Newswise — udging from the proliferation of home shows and magazines devoted to organizing our lives, Americans have a problem with clutter.
But the problems of people who compulsively hoard clutter go beyond a disorganized home and can't be solved neatly in a half-hour home organization show or magazine article. Hoarders have a brain disorder resulting in an all-consuming compulsion to collect that often cuts them off from society and damages their relationships. In severe cases, clutter can get so out of control it can endanger lives—as in the case of a Houston woman who died in a 2006 fire because her clutter-filled home hindered firefighters' efforts to rescue her.
"Hoarding is different from being disorganized or not prioritizing," says John Hart, LCPC, a behavior therapist with the Menninger Obsessive-Compulsive Disorders Treatment Program who treats patients who hoard. "If there is a pathological accumulation of stuff in their home, then something has gone pretty desperately wrong."
A sub-type of obsessive-compulsive disorder, hoarding is the compulsion to collect and store items considered by most people to be worthless or useless. Little is known about what causes hoarding, but like many mental disorders, it is believed in part to have a genetic cause. In some cases, a loss or other significant life event can trigger hoarding behavior. Hoarding behavior may also be present in persons with dementia.
The motivation driving the compulsion to hoard varies among persons with the behavior. Some persons who hoard receive pleasure out of collecting items they want, for example a person who loves to shop sales. Even when their purchases begin to overtake their house, they may not think they have a problem.
"Friends and family may see the hoarding as a bigger problem than the person who hoards," Hart says. "They come to visit and there is no place to sit down because of all the clutter."
Other persons who hoard may feel they have no control over their behavior, for example, they feel they must hold on to every piece of mail with their names on it, in case they need it some day, or out of fear of someone using that information against them. Some persons, out of love for animals, may keep too many pets in their home—another form of hoarding. Persons who hoard often have extreme problems with making decisions. Instead of facing the decision to throw something away, they just avoid it.
"They have a hard time seeing the big picture," Hart says. "They don't see how a little decision, like keeping an old magazine because they haven't yet read it, can turn into a whole big mess. They have a hard time moving from the particular to the general."
Well-meaning family and friends may try to help by clearing all the clutter away from the hoarder's home—a temporary solution at best. Without mental health counseling, hoarders usually will go back to hoarding again.
For severe cases of hoarding, inpatient treatment may help by removing the person from their hoarding environment and evaluating whether they may also have a co-occurring psychological problem, such as depression or anxiety, Hart says. Patients in the Menninger OCD Treatment program who hoard participate in cognitive behavioral therapy and learn decision making skills. They also work on their beliefs about hoarding, and learn to understand their emotional reaction when they throw items away. For treatment to be successful, it must also happen where the patients hoard.
"It is important that they receive some sort of therapeutic help in the home," Hart says. "It is usually the best strategy for the therapist to train family or friends or volunteers how to help."
The Menninger Clinic is an international specialty psychiatric center, providing treatment, research and education. Founded in 1925 in Kansas, Menninger relocated to Houston in 2003 and is affiliated with Baylor College of Medicine and The Methodist Hospital. For 16 consecutive years, Menninger has been named among the leading psychiatric hospitals in U.S. News & World Report's annual ranking of America's Best Hospitals.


REQUIREMENT: Repeat the listing verbatim. Drop any pictures.

TASK DATA:
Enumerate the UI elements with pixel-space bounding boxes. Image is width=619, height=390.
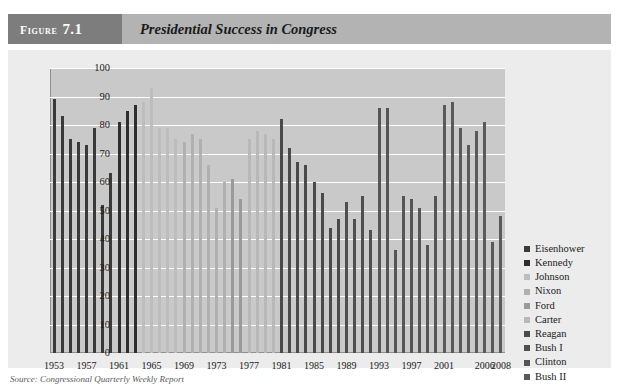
bar xyxy=(361,196,364,353)
bar xyxy=(231,179,234,353)
legend-swatch-icon xyxy=(524,260,530,266)
bar xyxy=(329,228,332,353)
bar xyxy=(345,202,348,353)
bar xyxy=(53,99,56,353)
x-tick-label: 2008 xyxy=(481,361,521,371)
legend-swatch-icon xyxy=(524,303,530,309)
bar xyxy=(126,111,129,353)
bar xyxy=(134,105,137,353)
legend-item[interactable]: Johnson xyxy=(524,270,585,284)
legend-item-label: Carter xyxy=(535,315,561,326)
bar xyxy=(166,128,169,353)
bar xyxy=(353,219,356,353)
y-tick-label: 10 xyxy=(70,319,110,330)
bar xyxy=(394,250,397,353)
legend-swatch-icon xyxy=(524,331,530,337)
bar xyxy=(215,208,218,353)
legend-item-label: Bush II xyxy=(535,372,566,383)
legend-item-label: Reagan xyxy=(535,329,567,340)
bar xyxy=(321,193,324,353)
legend-swatch-icon xyxy=(524,345,530,351)
bar xyxy=(256,131,259,353)
bar xyxy=(61,116,64,353)
bar xyxy=(101,205,104,353)
bar xyxy=(434,196,437,353)
legend-item[interactable]: Bush II xyxy=(524,370,585,384)
bar xyxy=(402,196,405,353)
legend-item[interactable]: Eisenhower xyxy=(524,242,585,256)
legend-item[interactable]: Clinton xyxy=(524,356,585,370)
bar xyxy=(499,216,502,353)
bar xyxy=(150,88,153,353)
bar xyxy=(223,182,226,353)
y-tick-label: 100 xyxy=(70,63,110,74)
y-tick-label: 60 xyxy=(70,177,110,188)
bar xyxy=(174,139,177,353)
legend-swatch-icon xyxy=(524,289,530,295)
bar xyxy=(313,182,316,353)
legend-item-label: Bush I xyxy=(535,343,563,354)
bar xyxy=(239,199,242,353)
legend-item[interactable]: Ford xyxy=(524,299,585,313)
figure-label-word: Figure xyxy=(20,24,57,36)
legend-item-label: Kennedy xyxy=(535,258,573,269)
chart-legend: EisenhowerKennedyJohnsonNixonFordCarterR… xyxy=(524,242,585,384)
bar xyxy=(280,119,283,353)
bar xyxy=(378,108,381,353)
legend-item[interactable]: Bush I xyxy=(524,341,585,355)
bar xyxy=(418,208,421,353)
legend-item[interactable]: Kennedy xyxy=(524,256,585,270)
figure-container: Figure 7.1 Presidential Success in Congr… xyxy=(0,0,619,390)
bar xyxy=(288,148,291,353)
bar xyxy=(491,242,494,353)
y-tick-label: 50 xyxy=(70,205,110,216)
y-tick-label: 70 xyxy=(70,148,110,159)
bar xyxy=(451,102,454,353)
legend-item-label: Ford xyxy=(535,301,555,312)
bar xyxy=(337,219,340,353)
bar xyxy=(199,139,202,353)
bar xyxy=(183,142,186,353)
legend-swatch-icon xyxy=(524,360,530,366)
y-tick-label: 30 xyxy=(70,262,110,273)
bar xyxy=(459,128,462,353)
bar xyxy=(207,165,210,353)
y-tick-label: 20 xyxy=(70,291,110,302)
figure-header-bar: Figure 7.1 Presidential Success in Congr… xyxy=(8,14,611,44)
y-tick-label: 40 xyxy=(70,234,110,245)
bar xyxy=(264,134,267,353)
legend-swatch-icon xyxy=(524,246,530,252)
bar xyxy=(191,134,194,353)
bar xyxy=(386,108,389,353)
bar xyxy=(272,139,275,353)
legend-item-label: Johnson xyxy=(535,272,569,283)
bar xyxy=(304,165,307,353)
y-tick-label: 80 xyxy=(70,120,110,131)
legend-item[interactable]: Nixon xyxy=(524,285,585,299)
bar xyxy=(443,105,446,353)
bar xyxy=(467,145,470,353)
bar xyxy=(369,230,372,353)
bar xyxy=(118,122,121,353)
legend-item-label: Nixon xyxy=(535,286,561,297)
bar xyxy=(158,128,161,353)
x-tick-label: 2001 xyxy=(424,361,464,371)
bar xyxy=(483,122,486,353)
bar xyxy=(475,131,478,353)
legend-item[interactable]: Reagan xyxy=(524,327,585,341)
legend-swatch-icon xyxy=(524,374,530,380)
bar xyxy=(248,139,251,353)
gridline xyxy=(50,68,505,69)
gridline xyxy=(50,97,505,98)
y-tick-label: 90 xyxy=(70,91,110,102)
legend-item-label: Clinton xyxy=(535,357,567,368)
figure-title: Presidential Success in Congress xyxy=(140,14,337,44)
legend-item[interactable]: Carter xyxy=(524,313,585,327)
legend-swatch-icon xyxy=(524,317,530,323)
bar xyxy=(296,162,299,353)
legend-item-label: Eisenhower xyxy=(535,244,585,255)
bar xyxy=(142,102,145,353)
plot-area xyxy=(50,68,505,353)
chart-panel: 0102030405060708090100 19531957196119651… xyxy=(8,50,611,368)
bar xyxy=(410,199,413,353)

ANSWER TO THE PROBLEM:
Enumerate the UI elements with pixel-space bounding boxes. Image is width=619, height=390.
bar xyxy=(361,196,364,353)
bar xyxy=(231,179,234,353)
legend-swatch-icon xyxy=(524,260,530,266)
bar xyxy=(329,228,332,353)
bar xyxy=(345,202,348,353)
bar xyxy=(53,99,56,353)
x-tick-label: 2008 xyxy=(481,361,521,371)
legend-swatch-icon xyxy=(524,303,530,309)
bar xyxy=(126,111,129,353)
bar xyxy=(134,105,137,353)
legend-item[interactable]: Johnson xyxy=(524,270,585,284)
legend-item-label: Carter xyxy=(535,315,561,326)
bar xyxy=(166,128,169,353)
bar xyxy=(353,219,356,353)
y-tick-label: 10 xyxy=(70,319,110,330)
bar xyxy=(394,250,397,353)
legend-swatch-icon xyxy=(524,331,530,337)
bar xyxy=(215,208,218,353)
legend-item-label: Bush II xyxy=(535,372,566,383)
legend-item-label: Reagan xyxy=(535,329,567,340)
bar xyxy=(321,193,324,353)
legend-swatch-icon xyxy=(524,345,530,351)
bar xyxy=(256,131,259,353)
bar xyxy=(61,116,64,353)
bar xyxy=(101,205,104,353)
bar xyxy=(434,196,437,353)
legend-item[interactable]: Bush II xyxy=(524,370,585,384)
bar xyxy=(402,196,405,353)
legend-item[interactable]: Eisenhower xyxy=(524,242,585,256)
legend-item[interactable]: Clinton xyxy=(524,356,585,370)
bar xyxy=(499,216,502,353)
bar xyxy=(150,88,153,353)
bar xyxy=(223,182,226,353)
y-tick-label: 100 xyxy=(70,63,110,74)
y-tick-label: 60 xyxy=(70,177,110,188)
bar xyxy=(174,139,177,353)
legend-swatch-icon xyxy=(524,289,530,295)
bar xyxy=(313,182,316,353)
legend-item-label: Bush I xyxy=(535,343,563,354)
bar xyxy=(239,199,242,353)
legend-item[interactable]: Ford xyxy=(524,299,585,313)
figure-label-word: Figure xyxy=(20,24,57,36)
legend-item-label: Kennedy xyxy=(535,258,573,269)
chart-legend: EisenhowerKennedyJohnsonNixonFordCarterR… xyxy=(524,242,585,384)
bar xyxy=(280,119,283,353)
bar xyxy=(378,108,381,353)
legend-item[interactable]: Bush I xyxy=(524,341,585,355)
bar xyxy=(418,208,421,353)
legend-item[interactable]: Kennedy xyxy=(524,256,585,270)
figure-container: Figure 7.1 Presidential Success in Congr… xyxy=(0,0,619,390)
bar xyxy=(288,148,291,353)
bar xyxy=(491,242,494,353)
y-tick-label: 50 xyxy=(70,205,110,216)
y-tick-label: 70 xyxy=(70,148,110,159)
bar xyxy=(451,102,454,353)
legend-item-label: Ford xyxy=(535,301,555,312)
bar xyxy=(337,219,340,353)
bar xyxy=(199,139,202,353)
bar xyxy=(183,142,186,353)
legend-swatch-icon xyxy=(524,360,530,366)
y-tick-label: 30 xyxy=(70,262,110,273)
bar xyxy=(459,128,462,353)
bar xyxy=(207,165,210,353)
y-tick-label: 20 xyxy=(70,291,110,302)
figure-header-bar: Figure 7.1 Presidential Success in Congr… xyxy=(8,14,611,44)
y-tick-label: 40 xyxy=(70,234,110,245)
bar xyxy=(264,134,267,353)
legend-swatch-icon xyxy=(524,246,530,252)
bar xyxy=(191,134,194,353)
bar xyxy=(386,108,389,353)
bar xyxy=(272,139,275,353)
legend-item-label: Johnson xyxy=(535,272,569,283)
bar xyxy=(304,165,307,353)
y-tick-label: 80 xyxy=(70,120,110,131)
legend-item[interactable]: Nixon xyxy=(524,285,585,299)
bar xyxy=(443,105,446,353)
bar xyxy=(467,145,470,353)
bar xyxy=(369,230,372,353)
bar xyxy=(118,122,121,353)
legend-item-label: Nixon xyxy=(535,286,561,297)
bar xyxy=(158,128,161,353)
x-tick-label: 2001 xyxy=(424,361,464,371)
bar xyxy=(483,122,486,353)
bar xyxy=(475,131,478,353)
legend-item[interactable]: Reagan xyxy=(524,327,585,341)
legend-swatch-icon xyxy=(524,374,530,380)
bar xyxy=(248,139,251,353)
gridline xyxy=(50,68,505,69)
gridline xyxy=(50,97,505,98)
y-tick-label: 90 xyxy=(70,91,110,102)
legend-item-label: Clinton xyxy=(535,357,567,368)
figure-title: Presidential Success in Congress xyxy=(140,14,337,44)
legend-item[interactable]: Carter xyxy=(524,313,585,327)
legend-swatch-icon xyxy=(524,317,530,323)
bar xyxy=(296,162,299,353)
legend-item-label: Eisenhower xyxy=(535,244,585,255)
bar xyxy=(142,102,145,353)
plot-area xyxy=(50,68,505,353)
chart-panel: 0102030405060708090100 19531957196119651… xyxy=(8,50,611,368)
bar xyxy=(410,199,413,353)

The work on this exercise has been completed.